BBC deals 'stop spending scrutiny'

12 April 2012

Confidentiality agreements between the BBC and top radio stars are preventing full scrutiny of the way the corporation spends public money, a report from an influential group of MPs has said.

The House of Commons Public Accounts Committee said the BBC appeared to be paying some of its radio presenters more than twice what commercial stations pay theirs.

The BBC refused to give the National Audit Office (NAO), the public spending watchdog, a breakdown of presenters' salaries for a selection of radio shows unless the NAO signed a non-disclosure agreement, the committee said.

Edward Leigh MP, the chairman of the committee, said it was "disgraceful" that the BBC could dictate what the NAO could inspect when public money was at stake.

The report on the efficiency of radio production at the BBC said the government should arrange for the NAO to have legally-guaranteed right of access to the BBC's expenditure, including presenters' salaries, as it does for other publicly-funded bodies.

Mr Leigh said: "The NAO has a statutory right to examine the details of expenditure in any government department.

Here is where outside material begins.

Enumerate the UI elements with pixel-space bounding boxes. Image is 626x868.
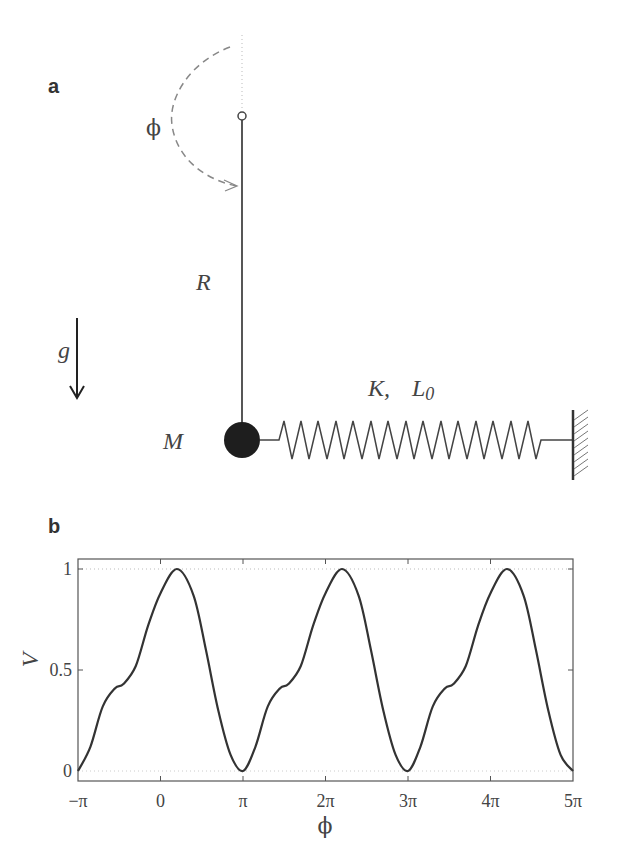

It has no such right of audit access to the BBC, despite the fact that the Corporation is funded with over £3 billion of public money each year."

The report found that programmes such as Sir Terry Wogan's Wake Up to Wogan on Radio 2 cost on average twice as much per hour as the most expensive commercial breakfast show. For the corporation's breakfast and "drivetime" shows, presenters' salaries accounted for around three quarters of the total staff costs.

The corporation needed to establish why it was paying more than other stations for presenters and use its standing within the industry to negotiate better-value contracts, the committee concluded.

Jeremy Peat, a BBC Trustee, said: "The Trust is committed to ensuring value for money for licence fee-payers. That's why we have commissioned a series of such studies from the NAO and others.

"We have always previously supplied the NAO with the information they request and it is in our interests to do so, in order to ensure studies with robust conclusions. We were therefore disappointed that - in contrast to other auditing organisations we work with - on this occasion the NAO wouldn't sign an agreement to ensure that the BBC did not breach its legal obligations to staff."